Before we start, let’s do the introductions: Ladies and gentlemen, this is Daniel Lee, whom you might call a known-unknown, a 32-year-old English designer who came to Bottega Veneta from Celine in July, replacing Tomas Maier. It’s the Celine part of Lee’s provenance that is salient—if that’s the right word—to the frisson of anticipation about him felt by the legions of women who are still living with post–Phoebe Philo fashion disenfranchisement. Could this protégé of the great woman have learned her touch, her rigor, her practicality, and her covert wit? Or—since goodness knows, there are quadrillions of duplicated Philo-Celine clothes in the world—will Lee strike out and do something uniquely his own?
That’s a lot of expectation to put on the shoulders of a young designer, and Lee must certainly feel it. He didn’t seem thrown by it, though, as he walked around the showroom where his first Pre-Fall women’s, men’s, and accessories collections were being given a soft launch before the Fall runway. The first words from his mouth were reassuringly down-to-earth and uplifting at the same time: “I like real clothes. I think there’s a need for a return to elegance and sophistication.” He said he has been looking about the streets of Milan and thinking about how Italian women dress. “I started thinking about film stars like Monica Vitti, and about modern women like Franca and Carla Sozzani.”
Lee has lived in New York, London, and Paris since he graduated in the class of 2011 from Central Saint Martins’s M.A. degree course, the fashion boot camp then run by the late professor Louise Wilson (where two of his peers were the designers behind Marques’Almeida). This is his first job in Italy—and his first viewpoint on the culture of northern Italian dress codes, which is home territory well-patrolled by Prada, Max Mara, Salvatore Ferragamo, Ermenegildo Zegna, et al. What can be new? A temptation for an outsider might be to fall into over-reverent pastiche or satire. But at first impression, there was something refreshingly modern and respectful, without being timid, in Lee’s treatment of the canon of black blazers, beige overcoats, silk blouses, gold jewelry, and pumps. “I like structure,” he said. “There has to be quality—well, I came from somewhere that had great fabrics. And, of course, I’ve had to think about leather. Bottega Veneta is based on leather.”
A tailored black jacket had a scoop neckline carved out with a raw edge and artily beaten gold buttons. A camel coat had a deep silk “lining” sleeve cuff and a “handkerchief square” detail transferred from the inside of a man’s pocket. There were fluid, golden caramel blouses and well-cut pants. The sort of clever, low-intervention details—like the knotted straps on a set of satin slip dresses—that turn the wearable generic into something quirkily desirable.
If anything can be gleaned of character from a pre-collection, some of the echoes in this one seemed to place Lee among his fashion generation’s loves. There was a touch of Martin Margiela and Helmut Lang, and even a hint of Tom Ford’s ’90s Gucci years (satin blouses, slinky black jersey dresses).
The menswear, Lee said, “is just what I like to wear!” And besides the suiting, considerably more sporty than the women’s. There were leather jackets with articulated elbows and motocross sweatpants with articulated knees. Oversize gray double-face cashmere shirts did the job of replacing tailored jackets.
The tour ended with the accessories. Lee had taken the jewel in the crown of Bottega—the famous woven leather intrecciato technique—and supersized it. “I exploded it,” he said, laughing. Result: The chunky pattern will look distinctive from across a street. As will the curiously bulbous square-toe pumps and boots, also latticeworked in leather. A bright turquoise pair of ankle boots had all the head-turning vibrancy of an It thing of the season.
Is this a star-is-born scenario? A Philo replacement in the making? Too soon to call. When women walk in the Fall show in February, we’ll see more. But from what was in evidence in this showroom, after only a couple of months’ work, there are substantial, well-made clothes here that would make a customer want to reach for them in a shop. And just enough borderline ridiculousness in the accessories to turn that bourgeois look into proper fashion fun.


-- EXERCISE GOAL --
Your response needs to be the data below, retyped exactly.

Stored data
────
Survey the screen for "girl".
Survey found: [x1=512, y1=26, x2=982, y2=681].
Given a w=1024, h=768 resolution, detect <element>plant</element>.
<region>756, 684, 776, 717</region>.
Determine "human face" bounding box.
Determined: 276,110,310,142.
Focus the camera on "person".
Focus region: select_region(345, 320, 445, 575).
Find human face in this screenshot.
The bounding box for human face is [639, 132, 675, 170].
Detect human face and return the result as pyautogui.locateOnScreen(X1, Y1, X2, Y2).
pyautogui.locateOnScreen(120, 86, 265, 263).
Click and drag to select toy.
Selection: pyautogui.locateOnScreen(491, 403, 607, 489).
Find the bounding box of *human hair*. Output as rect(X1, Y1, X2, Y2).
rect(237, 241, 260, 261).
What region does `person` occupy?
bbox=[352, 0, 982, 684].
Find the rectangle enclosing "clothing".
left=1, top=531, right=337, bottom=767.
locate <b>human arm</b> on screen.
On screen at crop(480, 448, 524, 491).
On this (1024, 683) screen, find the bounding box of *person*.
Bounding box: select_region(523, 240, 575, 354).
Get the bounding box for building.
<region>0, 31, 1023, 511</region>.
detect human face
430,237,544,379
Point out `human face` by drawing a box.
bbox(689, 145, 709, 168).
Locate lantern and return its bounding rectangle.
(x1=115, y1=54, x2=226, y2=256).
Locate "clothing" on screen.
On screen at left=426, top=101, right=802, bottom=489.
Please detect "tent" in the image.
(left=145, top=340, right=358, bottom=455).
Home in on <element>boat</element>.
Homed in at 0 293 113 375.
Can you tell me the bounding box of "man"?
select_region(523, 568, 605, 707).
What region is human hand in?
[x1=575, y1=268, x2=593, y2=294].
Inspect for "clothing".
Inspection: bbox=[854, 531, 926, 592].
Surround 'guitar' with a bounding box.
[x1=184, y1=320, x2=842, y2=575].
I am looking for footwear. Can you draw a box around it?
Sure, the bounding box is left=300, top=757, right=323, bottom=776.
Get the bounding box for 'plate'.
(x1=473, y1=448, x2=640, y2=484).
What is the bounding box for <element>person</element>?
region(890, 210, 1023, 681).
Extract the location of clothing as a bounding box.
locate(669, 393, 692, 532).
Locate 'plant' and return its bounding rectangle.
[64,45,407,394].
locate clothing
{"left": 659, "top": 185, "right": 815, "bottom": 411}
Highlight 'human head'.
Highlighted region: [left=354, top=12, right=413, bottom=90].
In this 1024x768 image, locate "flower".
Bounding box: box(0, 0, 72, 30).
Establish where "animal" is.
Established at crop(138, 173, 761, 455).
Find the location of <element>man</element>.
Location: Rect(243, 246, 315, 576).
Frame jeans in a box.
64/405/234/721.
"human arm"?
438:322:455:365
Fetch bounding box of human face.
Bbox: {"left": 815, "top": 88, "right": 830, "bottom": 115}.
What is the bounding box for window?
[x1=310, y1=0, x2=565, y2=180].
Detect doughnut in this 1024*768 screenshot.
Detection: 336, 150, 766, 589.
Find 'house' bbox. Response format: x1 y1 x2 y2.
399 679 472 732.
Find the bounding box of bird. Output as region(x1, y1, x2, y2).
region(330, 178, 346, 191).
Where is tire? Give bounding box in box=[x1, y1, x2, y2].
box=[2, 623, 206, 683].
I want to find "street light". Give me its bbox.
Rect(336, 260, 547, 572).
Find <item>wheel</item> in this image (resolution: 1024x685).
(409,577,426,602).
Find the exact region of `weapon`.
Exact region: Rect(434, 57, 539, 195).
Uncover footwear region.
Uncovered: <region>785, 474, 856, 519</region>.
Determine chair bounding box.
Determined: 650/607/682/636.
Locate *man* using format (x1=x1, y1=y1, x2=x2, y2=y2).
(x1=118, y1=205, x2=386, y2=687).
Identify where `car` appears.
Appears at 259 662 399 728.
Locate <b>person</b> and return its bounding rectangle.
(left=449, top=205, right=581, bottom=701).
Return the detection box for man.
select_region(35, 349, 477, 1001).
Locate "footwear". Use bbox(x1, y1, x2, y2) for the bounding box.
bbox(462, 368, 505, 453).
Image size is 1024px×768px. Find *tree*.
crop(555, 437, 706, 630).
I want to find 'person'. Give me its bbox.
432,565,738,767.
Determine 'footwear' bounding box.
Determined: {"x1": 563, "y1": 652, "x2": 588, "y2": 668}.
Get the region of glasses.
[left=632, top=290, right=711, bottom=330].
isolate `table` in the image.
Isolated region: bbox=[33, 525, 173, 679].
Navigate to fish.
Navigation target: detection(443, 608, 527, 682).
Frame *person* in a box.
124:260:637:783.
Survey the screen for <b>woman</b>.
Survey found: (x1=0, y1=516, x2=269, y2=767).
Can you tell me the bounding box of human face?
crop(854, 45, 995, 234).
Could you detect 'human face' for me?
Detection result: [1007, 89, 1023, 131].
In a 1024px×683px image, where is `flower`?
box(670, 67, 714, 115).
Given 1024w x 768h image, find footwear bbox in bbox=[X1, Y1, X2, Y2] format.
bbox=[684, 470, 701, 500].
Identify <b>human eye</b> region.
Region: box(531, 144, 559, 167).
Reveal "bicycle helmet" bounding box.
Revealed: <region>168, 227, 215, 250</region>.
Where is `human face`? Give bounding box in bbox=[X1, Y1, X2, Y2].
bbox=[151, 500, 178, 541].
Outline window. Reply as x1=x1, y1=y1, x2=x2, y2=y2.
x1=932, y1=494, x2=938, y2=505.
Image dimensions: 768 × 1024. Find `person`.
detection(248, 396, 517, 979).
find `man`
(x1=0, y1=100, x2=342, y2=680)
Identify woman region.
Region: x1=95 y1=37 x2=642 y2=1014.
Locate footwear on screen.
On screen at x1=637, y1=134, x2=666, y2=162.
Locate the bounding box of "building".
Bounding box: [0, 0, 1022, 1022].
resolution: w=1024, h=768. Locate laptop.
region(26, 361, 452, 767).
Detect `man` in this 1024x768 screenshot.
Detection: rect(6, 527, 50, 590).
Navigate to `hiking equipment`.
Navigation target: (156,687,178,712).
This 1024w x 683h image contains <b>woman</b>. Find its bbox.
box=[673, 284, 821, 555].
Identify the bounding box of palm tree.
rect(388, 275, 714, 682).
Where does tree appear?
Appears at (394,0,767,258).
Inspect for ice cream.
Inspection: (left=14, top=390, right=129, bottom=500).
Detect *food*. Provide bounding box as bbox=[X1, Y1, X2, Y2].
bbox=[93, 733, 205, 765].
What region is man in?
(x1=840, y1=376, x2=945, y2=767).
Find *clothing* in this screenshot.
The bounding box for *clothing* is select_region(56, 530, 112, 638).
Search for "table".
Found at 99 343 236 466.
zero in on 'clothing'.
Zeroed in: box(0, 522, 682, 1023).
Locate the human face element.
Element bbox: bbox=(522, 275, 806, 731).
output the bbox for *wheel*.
────
-- REPLY --
Survey the screen for "girl".
Survey found: [x1=512, y1=26, x2=982, y2=681].
Given a w=1024, h=768 resolution, detect <element>plant</element>.
<region>756, 684, 776, 717</region>.
Determine "human face" bounding box.
Determined: 276,110,310,142.
Focus the camera on "person".
Focus region: select_region(345, 320, 445, 575).
Find human face in this screenshot.
The bounding box for human face is [639, 132, 675, 170].
Detect human face and return the result as pyautogui.locateOnScreen(X1, Y1, X2, Y2).
pyautogui.locateOnScreen(120, 86, 265, 263).
Click and drag to select toy.
Selection: pyautogui.locateOnScreen(491, 403, 607, 489).
Find the bounding box of *human hair*. Output as rect(X1, Y1, X2, Y2).
rect(237, 241, 260, 261).
What region does `person` occupy?
bbox=[352, 0, 982, 684].
Find the rectangle enclosing "clothing".
left=1, top=531, right=337, bottom=767.
locate <b>human arm</b> on screen.
On screen at crop(480, 448, 524, 491).
On this (1024, 683) screen, find the bounding box of *person*.
Bounding box: select_region(523, 240, 575, 354).
Get the bounding box for building.
<region>0, 31, 1023, 511</region>.
detect human face
430,237,544,379
Point out `human face` by drawing a box.
bbox(689, 145, 709, 168).
Locate lantern and return its bounding rectangle.
(x1=115, y1=54, x2=226, y2=256).
Locate "clothing" on screen.
On screen at left=426, top=101, right=802, bottom=489.
Please detect "tent" in the image.
(left=145, top=340, right=358, bottom=455).
Home in on <element>boat</element>.
Homed in at 0 293 113 375.
Can you tell me the bounding box of "man"?
select_region(523, 568, 605, 707).
What region is human hand in?
[x1=575, y1=268, x2=593, y2=294].
Inspect for "clothing".
Inspection: bbox=[854, 531, 926, 592].
Surround 'guitar' with a bounding box.
[x1=184, y1=320, x2=842, y2=575].
I am looking for footwear. Can you draw a box around it?
Sure, the bounding box is left=300, top=757, right=323, bottom=776.
Get the bounding box for 'plate'.
(x1=473, y1=448, x2=640, y2=484).
What is the bounding box for <element>person</element>?
region(890, 210, 1023, 681).
Extract the location of clothing as a bounding box.
locate(669, 393, 692, 532).
Locate 'plant' and return its bounding rectangle.
[64,45,407,394].
locate clothing
{"left": 659, "top": 185, "right": 815, "bottom": 411}
Highlight 'human head'.
Highlighted region: [left=354, top=12, right=413, bottom=90].
In this 1024x768 image, locate "flower".
Bounding box: box(0, 0, 72, 30).
Establish where "animal" is.
Established at crop(138, 173, 761, 455).
Find the location of <element>man</element>.
Location: Rect(243, 246, 315, 576).
Frame jeans in a box.
64/405/234/721.
"human arm"?
438:322:455:365
Fetch bounding box of human face.
Bbox: {"left": 815, "top": 88, "right": 830, "bottom": 115}.
What is the bounding box for window?
[x1=310, y1=0, x2=565, y2=180].
Detect doughnut in this 1024*768 screenshot.
Detection: 336, 150, 766, 589.
Find 'house' bbox. Response format: x1 y1 x2 y2.
399 679 472 732.
Find the bounding box of bird. Output as region(x1, y1, x2, y2).
region(330, 178, 346, 191).
Where is tire? Give bounding box in box=[x1, y1, x2, y2].
box=[2, 623, 206, 683].
I want to find "street light". Give me its bbox.
Rect(336, 260, 547, 572).
Find <item>wheel</item> in this image (resolution: 1024x685).
(409,577,426,602).
Find the exact region of `weapon`.
Exact region: Rect(434, 57, 539, 195).
Uncover footwear region.
Uncovered: <region>785, 474, 856, 519</region>.
Determine chair bounding box.
Determined: 650/607/682/636.
Locate *man* using format (x1=x1, y1=y1, x2=x2, y2=y2).
(x1=118, y1=205, x2=386, y2=687).
Identify where `car` appears.
Appears at 259 662 399 728.
Locate <b>person</b> and return its bounding rectangle.
(left=449, top=205, right=581, bottom=701).
Return the detection box for man.
select_region(35, 349, 477, 1001).
Locate "footwear". Use bbox(x1, y1, x2, y2) for the bounding box.
bbox(462, 368, 505, 453).
Image size is 1024px×768px. Find *tree*.
crop(555, 437, 706, 630).
I want to find 'person'. Give me its bbox.
432,565,738,767.
Determine 'footwear' bounding box.
Determined: {"x1": 563, "y1": 652, "x2": 588, "y2": 668}.
Get the region of glasses.
[left=632, top=290, right=711, bottom=330].
isolate `table` in the image.
Isolated region: bbox=[33, 525, 173, 679].
Navigate to fish.
Navigation target: detection(443, 608, 527, 682).
Frame *person* in a box.
124:260:637:783.
Survey the screen for <b>woman</b>.
Survey found: (x1=0, y1=516, x2=269, y2=767).
Can you tell me the bounding box of human face?
crop(854, 45, 995, 234).
Could you detect 'human face' for me?
Detection result: [1007, 89, 1023, 131].
In a 1024px×683px image, where is `flower`?
box(670, 67, 714, 115).
Given 1024w x 768h image, find footwear bbox in bbox=[X1, Y1, X2, Y2] format.
bbox=[684, 470, 701, 500].
Identify <b>human eye</b> region.
Region: box(531, 144, 559, 167).
Reveal "bicycle helmet" bounding box.
Revealed: <region>168, 227, 215, 250</region>.
Where is `human face`? Give bounding box in bbox=[X1, Y1, X2, Y2].
bbox=[151, 500, 178, 541].
Outline window. Reply as x1=x1, y1=y1, x2=x2, y2=y2.
x1=932, y1=494, x2=938, y2=505.
Image dimensions: 768 × 1024. Find `person`.
detection(248, 396, 517, 979).
find `man`
(x1=0, y1=100, x2=342, y2=680)
Identify woman region.
Region: x1=95 y1=37 x2=642 y2=1014.
Locate footwear on screen.
On screen at x1=637, y1=134, x2=666, y2=162.
Locate the bounding box of "building".
Bounding box: [0, 0, 1022, 1022].
resolution: w=1024, h=768. Locate laptop.
region(26, 361, 452, 767).
Detect `man` in this 1024x768 screenshot.
Detection: rect(6, 527, 50, 590).
Navigate to `hiking equipment`.
Navigation target: (156,687,178,712).
This 1024w x 683h image contains <b>woman</b>. Find its bbox.
box=[673, 284, 821, 555].
Identify the bounding box of palm tree.
rect(388, 275, 714, 682).
Where does tree appear?
Appears at (394,0,767,258).
Inspect for ice cream.
Inspection: (left=14, top=390, right=129, bottom=500).
Detect *food*. Provide bounding box as bbox=[X1, Y1, X2, Y2].
bbox=[93, 733, 205, 765].
What region is man in?
(x1=840, y1=376, x2=945, y2=767).
Find *clothing* in this screenshot.
The bounding box for *clothing* is select_region(56, 530, 112, 638).
Search for "table".
Found at 99 343 236 466.
zero in on 'clothing'.
Zeroed in: box(0, 522, 682, 1023).
Locate the human face element.
Element bbox: bbox=(522, 275, 806, 731).
output the bbox for *wheel*.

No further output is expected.